RX 9070 vs RTX 5070: What This GPU Benchmark Comparison Covers
RX 9070 vs RTX 5070 is a high-end graphics card GPU benchmark comparison focused on gaming performance, AI acceleration, and professional workloads to help enthusiasts, creators, and developers decide which card offers better value and performance for their specific use cases. Both GPUs launched with a USD 549 (approx. RM2,530) MSRP and target 1440p gaming, but they differ in architecture, AI capabilities, and memory technology. AMD’s Radeon RX 9070 GRE uses the RDNA 4 Navi 48 GPU on TSMC N4P, while Nvidia’s GeForce RTX 5070 is based on the Blackwell GB205 chip on TSMC 4N. Despite the RX 9070 GRE having 3,072 stream processors versus 6,144 CUDA cores on the RTX 5070, their quoted FP32 performance is similar at 34TFLOPS versus 31TFLOPS. Both cards feature 48 ray tracing accelerators, but Nvidia pairs them with fifth‑generation Tensor cores for AI.
Architecture, Memory, and AI Features
Under the cooler, the cards follow different design philosophies that impact real-world performance. The RX 9070 GRE packs 53.9bn transistors on a 357mm² die, while the RTX 5070 uses 31.1bn transistors on a smaller 263mm² die, reflecting AMD’s focus on wider silicon and Nvidia’s focus on specialised cores. Board power is similar at 220W for RX 9070 GRE and 250W for RTX 5070, so power supply needs barely differ. Memory is where Nvidia pulls ahead: both GPUs offer 12GB on a 192‑bit bus, but AMD sticks to GDDR6 at 18Gb/s for 432GB/s bandwidth, while Nvidia uses GDDR7 at 28Gb/s, reaching 672GB/s.
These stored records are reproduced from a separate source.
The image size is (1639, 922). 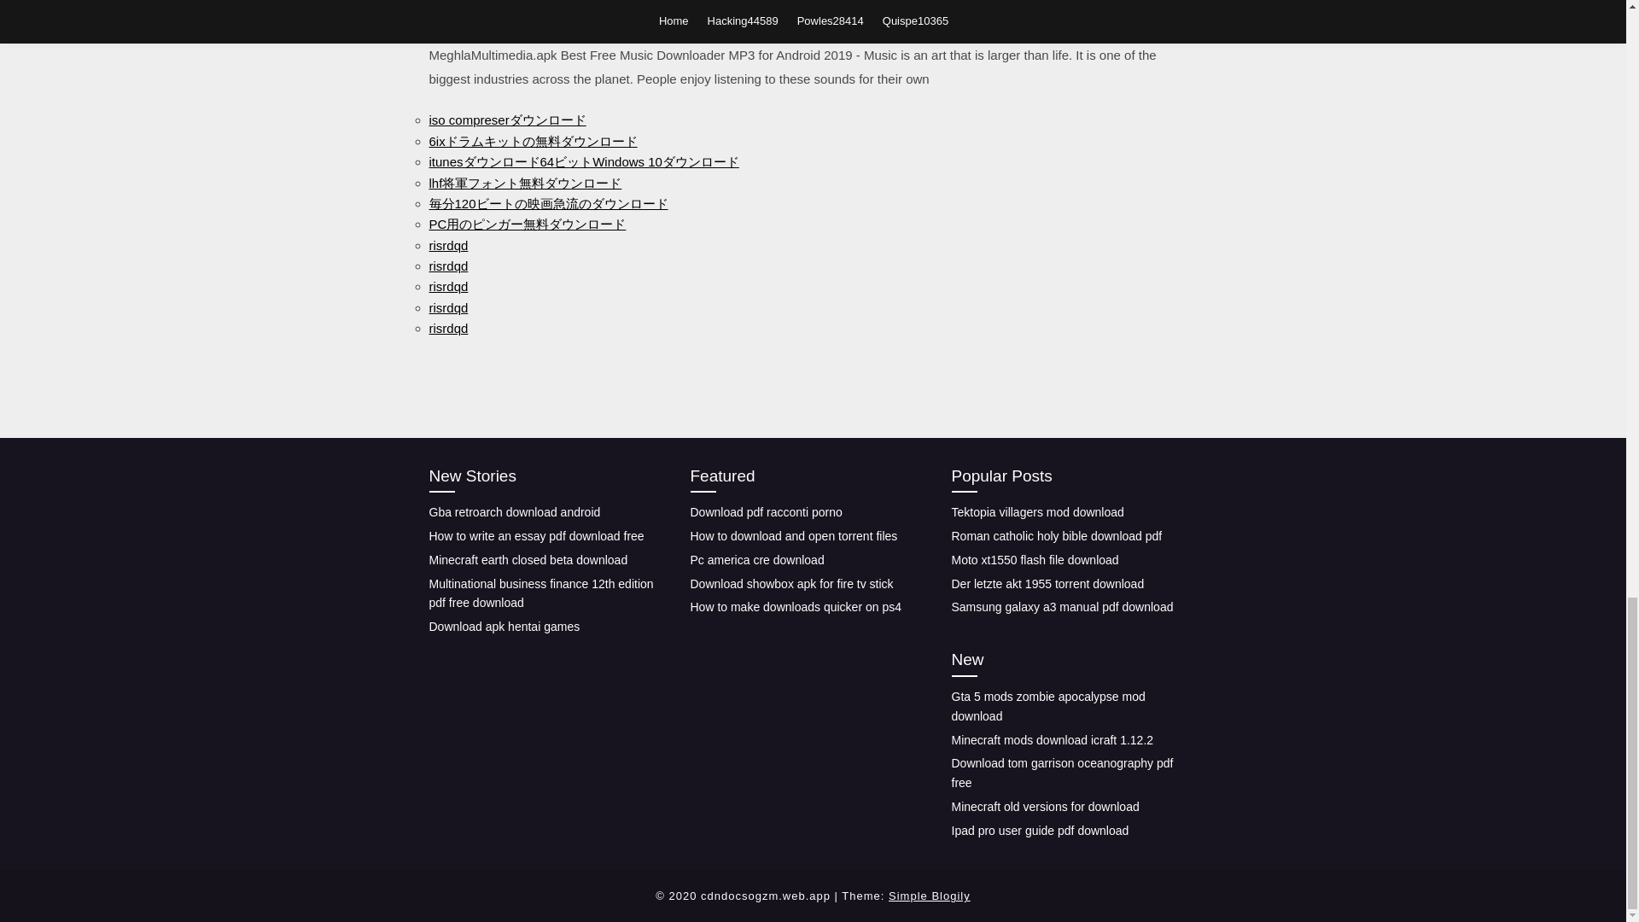 What do you see at coordinates (504, 626) in the screenshot?
I see `Download apk hentai games` at bounding box center [504, 626].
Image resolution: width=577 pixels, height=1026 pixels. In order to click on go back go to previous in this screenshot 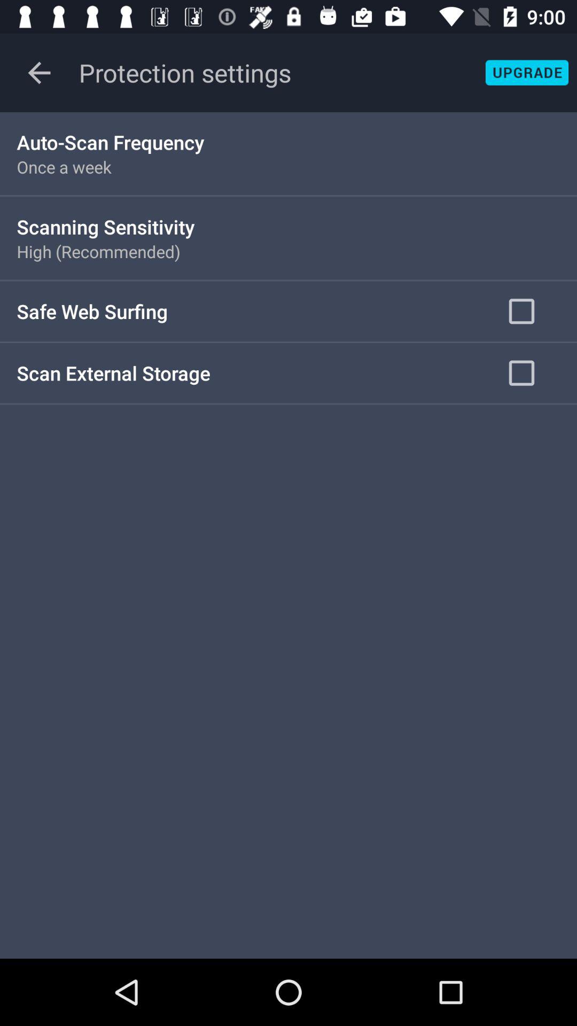, I will do `click(40, 73)`.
One clear quotable takeaway is that “the RTX 5070 delivers 240GB/s more memory bandwidth than the RX 9070 GRE,” which can help in high‑resolution gaming and heavy texture workloads. For AI, Nvidia’s 192 fifth‑generation Tensor cores dwarf AMD’s 96 second‑generation AI cores.
Gaming GPU Performance at 1080p and 1440p
In gaming GPU performance, both cards target 1080p and 1440p rather than 4K, where 12GB can become limiting. In Assassin’s Creed Shadows at maximum settings with ray tracing enabled, testing shows a near dead heat, with only a tiny 3fps margin in favour of the RTX 5070 at most resolutions. Final Fantasy XIV: Dawntrail, a heavily rasterised title, leans towards Nvidia too, where the RTX 5070 leads by around 9–14% in average frame rates at 1080p and 1440p while both still deliver comfortably above 200fps at FHD and 120fps at QHD. Forza Horizon 6 presents another close ray tracing contest, with frame rates that keep both GPUs in the smooth, high-refresh zone for 1440p. Overall, the RTX 5070 is the faster pure gaming card, but the RX 9070 GRE keeps the gap small enough that price and features become key deciding factors.
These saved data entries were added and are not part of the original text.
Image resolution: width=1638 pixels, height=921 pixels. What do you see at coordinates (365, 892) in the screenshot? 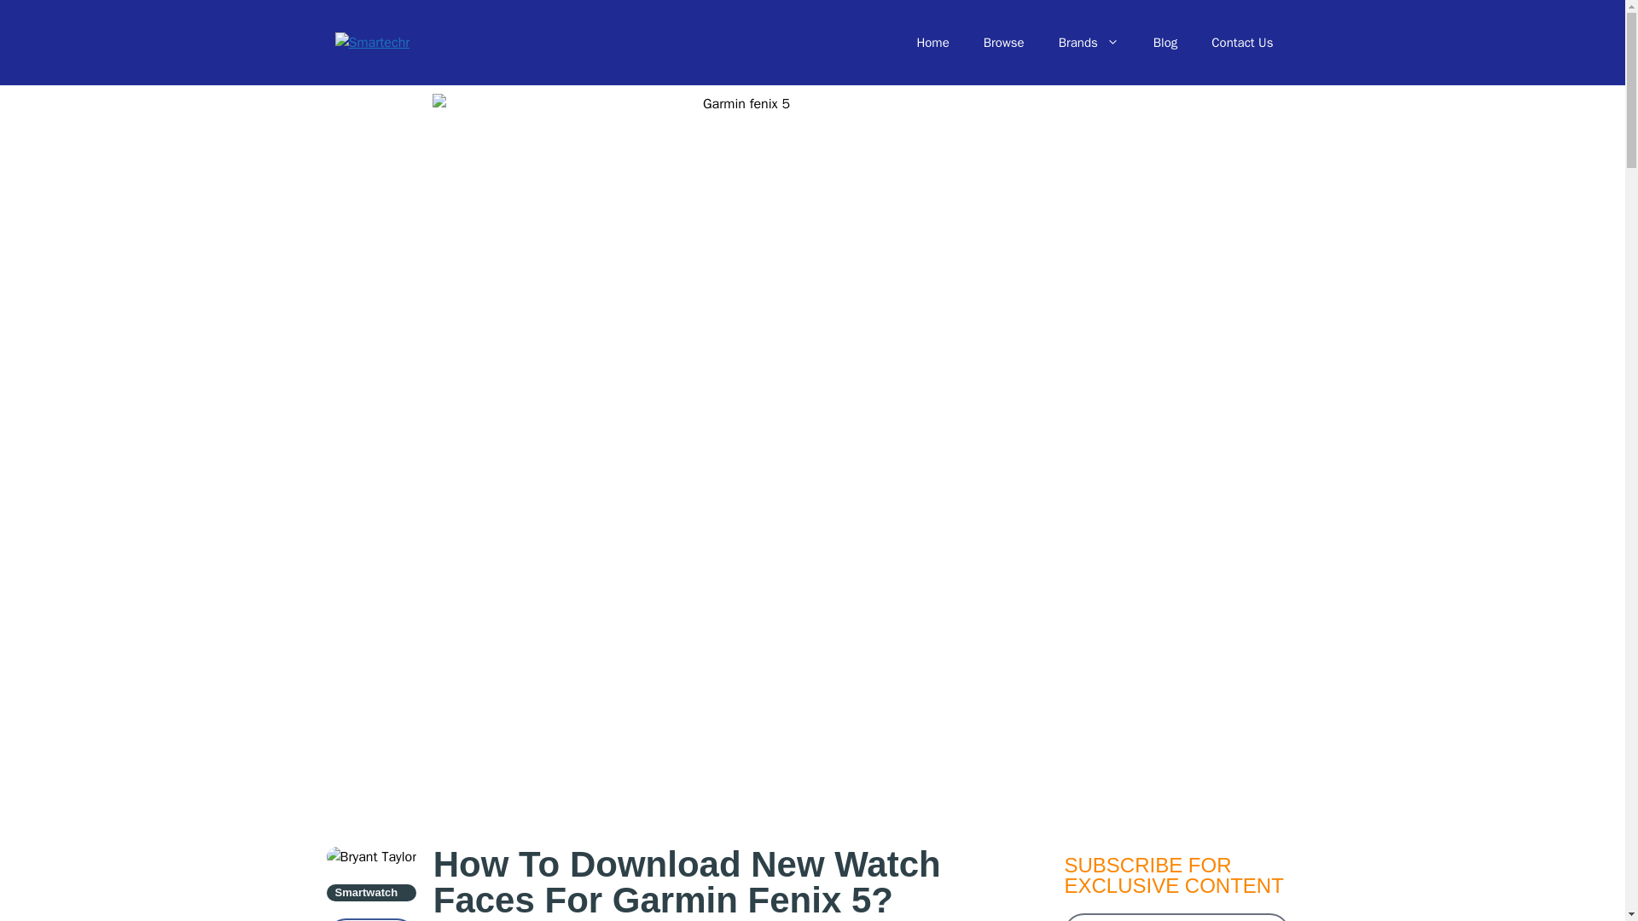
I see `Smartwatch` at bounding box center [365, 892].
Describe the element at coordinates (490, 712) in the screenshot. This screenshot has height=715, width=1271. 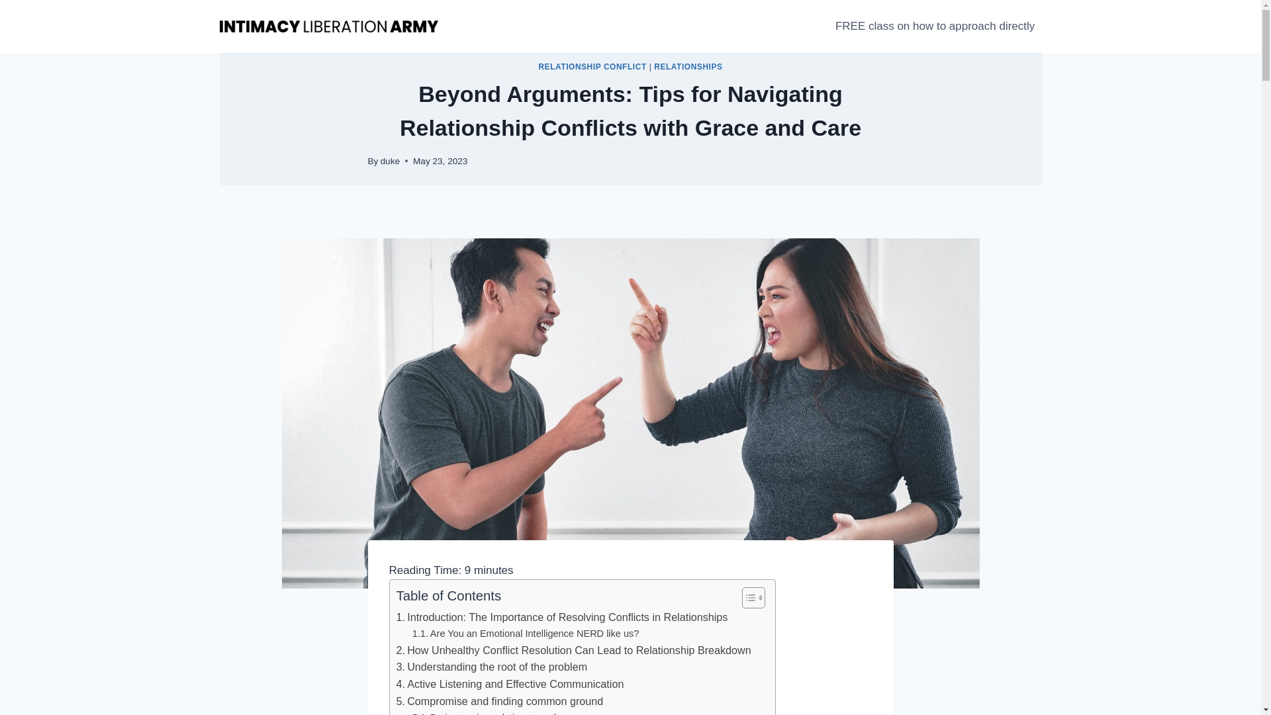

AI GPU Comparison and Creator Workloads
For creators and AI developers, RTX 5070 is noticeably ahead. In Blender, the RTX 5070 more than doubles the total samples per minute compared with the RX 9070 GRE thanks to CUDA and OptiX, making it far better for 3D rendering and ray‑traced production work. Geekbench AI FP16 scores are much closer, with Nvidia only around 3% ahead in this ONNX/DirectML test, so small ML inference tasks may feel similar. However, both cards can run a Llama 3.1 LLM locally, and Nvidia’s higher token rate means faster responses and better throughput. This aligns with its stronger Tensor core count and maturity of the AI software stack. If your main workload is local AI experimentation, model inference, or GPU‑accelerated DCC apps that rely on CUDA, the RTX 5070 is the safer and more capable long‑term choice than the RX 9070 GRE.
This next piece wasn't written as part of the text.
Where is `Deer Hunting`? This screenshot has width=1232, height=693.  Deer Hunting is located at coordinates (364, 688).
Pricing, Performance per Dollar, and Buying Advice
Pricing and value round out the RX 9070 vs RTX 5070 debate. Both GPUs launched at USD 549 (approx. RM2,530), but while RX 9070 GRE models still appear at this level, the RTX 5070 has since risen to around USD 599 (approx. RM2,760), roughly a 9% increase. That gives AMD an immediate performance‑per‑dollar advantage: you pay less for a card that stays close in most 1440p games. Enthusiast gamers focused on rasterised performance and value should lean toward the RX 9070 GRE, especially when paired with FSR upscaling. Competitive players and content creators who care about the fastest frame rates, ray tracing, and CUDA‑accelerated tools will find the RTX 5070 worth the premium. AI developers, local LLM tinkerers, and Blender users should prioritise the RTX 5070 for its rendering speed and Tensor cores. Budget‑conscious buyers who mainly game can confidently pick the RX 9070 GRE.